After nine friends and relatives were killed in a US drone strike four years ago, Mohammed Fahim took tranquillisers to blot out the nightmares.


The 19 year-old is one of a growing number of Pakistanis living in the tribal areas on the Afghan border who has suffered from conditions related to depression, anxiety and mental health problems because of war.


US drone strikes, fighting between Pakistani Taliban and the army, mass displacement, chronic unemployment and disillusionment are all causing mental suffering on an unprecedented scale in northwest Pakistan, say psychiatrists.


Mohammed lost an eye in the January 2009 attack, but the mental scarring has been even more traumatic. The flashbacks are still sudden and powerful.


"I feel like my head is exploding," he says when he remembers how four uncles, a cousin and four neighbours died when they came round for tea in North Waziristan, the most notorious of Pakistan's Taliban and Al-Qaeda bastions.


"We heard the sound of a missile. A fraction of a second later, they were all dead, their bodies mutilated," says Mohammed, who happened to be in the other room when the missile struck.


He insists that no one in his family was associated with Islamist militancy. US officials say the covert drone war in Pakistan involves surgical, pin-pointed strikes against known killers that cause few if any civilian casualties.


The London-based Bureau of Investigative Journalism has compiled press reports that indicate US drone strikes have killed up to 3,581 people in Pakistan, including as many as 884 civilians and 197 children since 2004.


"Depression is really high in Waziristan," says doctor Muktar ul-Haq, head of the psychiatry department at the government-run Lady Reading Hospital in Peshawar, the largest city in the northwest.


"There is uncertainty generally in Pakistan but particularly in this area. They are always apprehensive about the drones, about their life," he told AFP.


While drone attacks do bring patients "episodically" for treatment, he says, residents in Waziristan complain of living in constant fear of drones that patrol in the skies above and the buzzing sound they say they emit.


"The sound alone gives us psychological grief," says Kaleemullah Mehsud, a man in his 30s from Waziristan, who spoke to AFP in Peshawar.


Haq says his worst case was a man who became so aggressive and paranoid that he was admitted to the Lady Reading Hospital.


"He had no predisposition to psychiatric illness," he told AFP.


Instead Mehsud found a SIM card out on the family's farmland one morning. Popular belief has it that SIM cards emit signals, guiding the drones to attack.


Haq said that after four hours, Mehsud developed "full-blown" psychotic delusions.

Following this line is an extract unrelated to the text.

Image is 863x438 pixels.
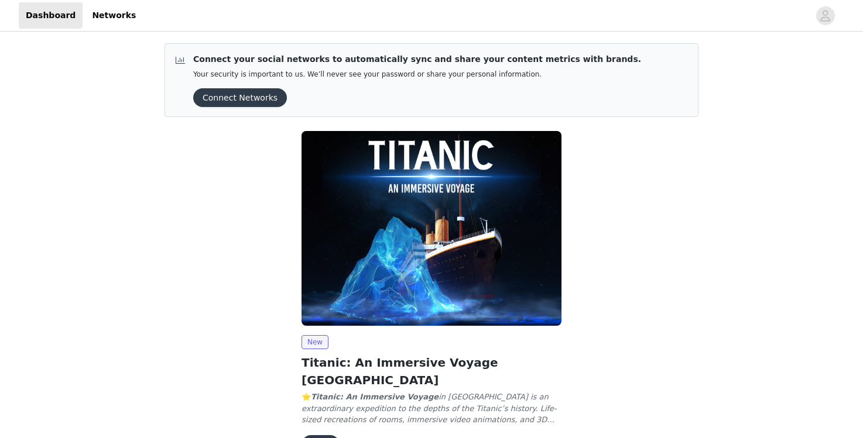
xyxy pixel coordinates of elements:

There are no statistics about the rise in psychological illness, but Mian Iftikhar Hussain, a psychiatrist with a private clinic in Peshawar, believes cases have increased three fold in recent years.


"There are multiple problems -- the Afghan war and its spillover into Pakistan. Migration, violence, kidnapping, poverty, unemployment," he said.


The most common conditions are anxiety, depression, a mixture of the two, then psychosis, schizophrenia and cannabis-induced psychosis.


"Even soldiers come with somatic symptoms, with severe anxiety, these are related with the difficulty in coping with the stress going to the war front."


The waiting room of his clinic is packed with patients from the tribal belt, bearded men with a haggard look and women crying into their burqas.


A mother of nine tells the doctor about the death of her relatives. A young man, hallucinating, shows the burns he has inflicted on his own arms.


Consultations last around 10 minutes. Most patients are sent away with prescriptions, the more serious cases are referred for electro-convulsive therapy.


In conservative Pakistani society, mental health problems have long been a stigma, but while that may be slowly changing, demand outstrips supply.


Health services are basic to abysmal. Many people are more focused on survival -- food, water and shelter. Taking time and money out to treat depression is beyond the means of millions.


"Health and education are the lowest priorities on the government agenda and among health, mental health is at the bottom," said Hussain.


According to the national association of psychiatrists, there is one psychiatrist for every 333,000 people in the country of 180 million.


"The people we receive here is just the tip of the iceberg," said Haq. "If we have two patients, multiply that by 100. Nobody knows that they are having these problems," he added.


The few specialists lack time and resources. If they don't know when they will see their patients again, they send them off with prescriptions for six months, sometimes longer.


There is a growing demand for locally made tranquillisers and anti-depressants -- cheap copies of expensive drugs manufactured in the West.


Behind the counter of his Peshawar pharmacy, Abdullah has the ideal medication: a box of 30 anxiety-inhibiting pills for $2.


"Before we didn't have these type of products, I didn't even know they existed. But for several years, we've been selling loads of them," he said.